In one of my favorite movies, 12 Monkeys, Brad Pitt’s character Jeffrey Goines is a bit crazy, and we are first introduced to him in a mental institution. But there is more than a hint of truth in the following rant he makes to Bruce Willis’ character, James Cole:

“There’s the television. It’s all right there—all right there. Look, listen, kneel, pray. Commercials! We’re not productive anymore. We don’t make things anymore. It’s all automated. What are we for then? We’re consumers, Jim. Yeah. Okay, okay. Buy a lot of stuff, you’re a good citizen. But if you don’t buy a lot of stuff, if you don’t, what are you then, I ask you? What? Mentally ill.”

In the modern age of “progress”, men and women of America have gradually lost the ability to do things for themselves. The overwhelming majority no longer produce their own food, seek out their water, take care of their own shelter, make their own clothes, or repair their tools, presumably so they can have more time for leisure, which is identified with “fun”.

So what’s there left for us to do? The answer is buy, use, consume.

But as the prolific author Wendell Berry points out in his classic book The Unsettling of America, a consumer is not really free. “A mere consumer,” he writes, “is by definition a dependent.”

It is no accident, notes Berry, that we’ve had an increased emphasis on “rights”, and a decreased emphasis on “responsibilities”, in an age of mass consumerism. The various marches and protests that we see on behalf of “rights” are at root recognitions of powerlessness on the part of their participants. The ultimate purpose of the marches seems to be to encourage other people—those on whom we are dependent—to do something to fix a problem.

So how do we take back power and become more than “mere consumers”? According to Berry, it’s not really possible (or desirable) to go cold turkey on consumption. And it’s not going to be through aligning ourselves to some large-scale, organized movement. That’s just another form of undesirable, passive consumption.

Instead, he says, the way to fight back is to become a responsible consumer. He provides the following description of a what he means by this term:

1) “A responsible consumer would be a critical consumer, would refuse to purchase the less good.”

2) “He would be a moderate consumer; he would know his needs and would not purchase what he did not need; he would sort among his needs and study to reduce them.”

3) “The responsible consumer must also be in some way a producer. Out of his own resources and skills, he must be equal to some of his own needs. The household that prepares its own meals in its own kitchen with some intelligent regard for nutritional value, and thus depends on the grocer only for selected raw materials, exercises an influence on the food industry that reaches from the store all the way back to the seedsman. The household that produces some or all of its own food will have a proportionately greater influence. The household that can provide some of its own pleasures will not be helplessly dependent on the entertainment industry, will influence it by not being helplessly dependent on it, and will not support it thoughtlessly out of boredom.”

According to Berry, by performing these simple actions, the responsible consumer “is not confined to the negativity of his complaint… He influences the market by his freedom.” And gradually, through exercising his freedom on an individual basis, “the responsible consumer slips out of the consumer category altogether.”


When the line containing "Image is 868x403 pixels." is reached, copy it and each subsequent line of the material below exactly, through the last line.

##### PROVIDED RECORDS

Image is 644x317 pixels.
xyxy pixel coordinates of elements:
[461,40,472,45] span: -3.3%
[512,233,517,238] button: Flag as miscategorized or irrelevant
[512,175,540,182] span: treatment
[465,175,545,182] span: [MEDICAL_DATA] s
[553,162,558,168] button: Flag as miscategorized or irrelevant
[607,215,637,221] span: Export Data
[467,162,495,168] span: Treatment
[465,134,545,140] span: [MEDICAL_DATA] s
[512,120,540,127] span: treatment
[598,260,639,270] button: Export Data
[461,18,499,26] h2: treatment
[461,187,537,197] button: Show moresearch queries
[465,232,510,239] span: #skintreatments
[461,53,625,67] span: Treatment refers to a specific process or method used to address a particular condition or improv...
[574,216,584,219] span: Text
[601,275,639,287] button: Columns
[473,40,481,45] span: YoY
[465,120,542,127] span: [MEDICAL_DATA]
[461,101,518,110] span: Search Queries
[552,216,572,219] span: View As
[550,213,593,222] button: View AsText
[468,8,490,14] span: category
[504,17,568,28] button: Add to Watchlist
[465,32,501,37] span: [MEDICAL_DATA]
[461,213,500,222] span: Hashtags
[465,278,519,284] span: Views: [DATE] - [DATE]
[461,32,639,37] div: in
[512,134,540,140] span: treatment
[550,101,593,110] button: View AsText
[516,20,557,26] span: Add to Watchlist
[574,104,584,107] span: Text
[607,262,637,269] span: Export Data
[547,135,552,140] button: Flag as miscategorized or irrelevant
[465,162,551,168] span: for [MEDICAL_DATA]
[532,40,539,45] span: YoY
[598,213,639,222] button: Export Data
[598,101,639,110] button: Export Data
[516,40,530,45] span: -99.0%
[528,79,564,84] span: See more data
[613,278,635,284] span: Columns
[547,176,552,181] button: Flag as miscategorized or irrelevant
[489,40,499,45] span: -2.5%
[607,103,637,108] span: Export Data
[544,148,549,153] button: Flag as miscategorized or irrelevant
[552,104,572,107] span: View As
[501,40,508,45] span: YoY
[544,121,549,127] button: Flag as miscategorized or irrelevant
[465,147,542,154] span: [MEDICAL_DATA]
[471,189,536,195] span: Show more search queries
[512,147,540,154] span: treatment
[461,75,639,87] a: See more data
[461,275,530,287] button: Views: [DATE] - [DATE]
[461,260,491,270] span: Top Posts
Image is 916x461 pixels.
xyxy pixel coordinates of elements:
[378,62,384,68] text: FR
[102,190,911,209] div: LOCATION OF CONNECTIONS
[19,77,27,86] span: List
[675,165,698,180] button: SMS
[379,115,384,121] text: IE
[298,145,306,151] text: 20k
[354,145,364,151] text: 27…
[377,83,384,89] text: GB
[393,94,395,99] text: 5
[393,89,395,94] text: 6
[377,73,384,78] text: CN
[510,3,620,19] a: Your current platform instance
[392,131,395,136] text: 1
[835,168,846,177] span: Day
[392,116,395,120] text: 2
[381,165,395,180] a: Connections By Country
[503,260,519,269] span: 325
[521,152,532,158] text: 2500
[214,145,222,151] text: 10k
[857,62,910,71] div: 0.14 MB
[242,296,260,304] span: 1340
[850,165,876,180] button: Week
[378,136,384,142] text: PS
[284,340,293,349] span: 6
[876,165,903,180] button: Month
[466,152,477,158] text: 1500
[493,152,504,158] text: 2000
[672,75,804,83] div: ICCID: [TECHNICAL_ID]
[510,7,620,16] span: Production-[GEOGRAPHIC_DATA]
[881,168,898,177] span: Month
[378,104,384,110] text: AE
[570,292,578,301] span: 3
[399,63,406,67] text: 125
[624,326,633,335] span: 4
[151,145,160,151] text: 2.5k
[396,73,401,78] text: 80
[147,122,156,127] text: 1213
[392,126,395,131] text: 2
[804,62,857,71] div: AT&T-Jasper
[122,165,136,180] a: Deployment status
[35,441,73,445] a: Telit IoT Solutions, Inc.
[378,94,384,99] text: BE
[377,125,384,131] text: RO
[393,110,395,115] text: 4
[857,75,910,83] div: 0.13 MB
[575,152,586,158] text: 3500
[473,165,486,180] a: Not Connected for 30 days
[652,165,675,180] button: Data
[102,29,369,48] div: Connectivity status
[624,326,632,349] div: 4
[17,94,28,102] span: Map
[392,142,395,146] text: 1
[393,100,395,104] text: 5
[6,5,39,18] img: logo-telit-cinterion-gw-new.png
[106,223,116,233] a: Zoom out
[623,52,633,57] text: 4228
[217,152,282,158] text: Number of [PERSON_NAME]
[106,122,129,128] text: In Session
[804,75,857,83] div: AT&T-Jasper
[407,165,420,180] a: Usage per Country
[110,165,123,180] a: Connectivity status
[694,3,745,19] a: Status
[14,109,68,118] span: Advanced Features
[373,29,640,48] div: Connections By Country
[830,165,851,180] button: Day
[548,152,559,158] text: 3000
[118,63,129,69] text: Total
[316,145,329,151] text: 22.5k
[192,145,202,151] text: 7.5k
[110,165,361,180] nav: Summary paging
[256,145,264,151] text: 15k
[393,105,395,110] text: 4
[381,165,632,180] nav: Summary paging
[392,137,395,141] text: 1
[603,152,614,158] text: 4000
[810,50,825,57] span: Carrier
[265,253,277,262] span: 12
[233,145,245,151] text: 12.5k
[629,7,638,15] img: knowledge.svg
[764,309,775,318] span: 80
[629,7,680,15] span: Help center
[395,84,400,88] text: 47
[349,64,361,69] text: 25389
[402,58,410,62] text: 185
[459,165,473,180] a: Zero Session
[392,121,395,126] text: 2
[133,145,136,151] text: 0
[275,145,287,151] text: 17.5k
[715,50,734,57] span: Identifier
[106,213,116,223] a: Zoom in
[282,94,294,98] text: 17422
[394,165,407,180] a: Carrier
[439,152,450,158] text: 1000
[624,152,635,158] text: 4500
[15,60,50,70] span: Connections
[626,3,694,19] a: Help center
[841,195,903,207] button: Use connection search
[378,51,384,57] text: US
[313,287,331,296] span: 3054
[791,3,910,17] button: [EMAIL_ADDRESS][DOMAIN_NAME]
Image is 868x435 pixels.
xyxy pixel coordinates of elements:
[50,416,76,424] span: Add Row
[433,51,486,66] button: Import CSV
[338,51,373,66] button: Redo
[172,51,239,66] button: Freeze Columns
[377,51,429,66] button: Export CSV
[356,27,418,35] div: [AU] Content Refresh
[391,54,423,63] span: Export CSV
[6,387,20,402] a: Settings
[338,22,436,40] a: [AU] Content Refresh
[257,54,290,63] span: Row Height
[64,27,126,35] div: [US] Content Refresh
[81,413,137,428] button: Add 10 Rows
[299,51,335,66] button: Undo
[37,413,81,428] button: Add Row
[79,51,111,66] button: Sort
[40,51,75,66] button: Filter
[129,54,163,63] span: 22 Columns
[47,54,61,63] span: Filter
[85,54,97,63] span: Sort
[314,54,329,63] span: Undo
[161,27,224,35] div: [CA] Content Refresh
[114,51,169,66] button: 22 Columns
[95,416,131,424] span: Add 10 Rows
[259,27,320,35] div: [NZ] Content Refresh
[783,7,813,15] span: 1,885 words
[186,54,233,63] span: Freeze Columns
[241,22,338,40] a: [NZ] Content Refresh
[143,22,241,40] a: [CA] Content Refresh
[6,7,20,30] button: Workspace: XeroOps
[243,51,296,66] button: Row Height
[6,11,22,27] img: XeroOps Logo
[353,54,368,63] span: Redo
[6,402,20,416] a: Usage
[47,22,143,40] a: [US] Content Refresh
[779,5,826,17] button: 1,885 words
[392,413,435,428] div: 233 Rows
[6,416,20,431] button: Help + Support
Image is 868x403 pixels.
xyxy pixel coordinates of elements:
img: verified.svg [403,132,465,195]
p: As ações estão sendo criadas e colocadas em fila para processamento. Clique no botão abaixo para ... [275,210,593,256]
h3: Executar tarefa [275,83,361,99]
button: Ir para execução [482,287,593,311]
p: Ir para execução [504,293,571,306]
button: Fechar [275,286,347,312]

##########

» **EXERCISE RESULT**
Image is 868x403 pixels.
xyxy pixel coordinates of elements:
img: verified.svg [403,132,465,195]
p: As ações estão sendo criadas e colocadas em fila para processamento. Clique no botão abaixo para ... [275,210,593,256]
h3: Executar tarefa [275,83,361,99]
button: Ir para execução [482,287,593,311]
p: Ir para execução [504,293,571,306]
button: Fechar [275,286,347,312]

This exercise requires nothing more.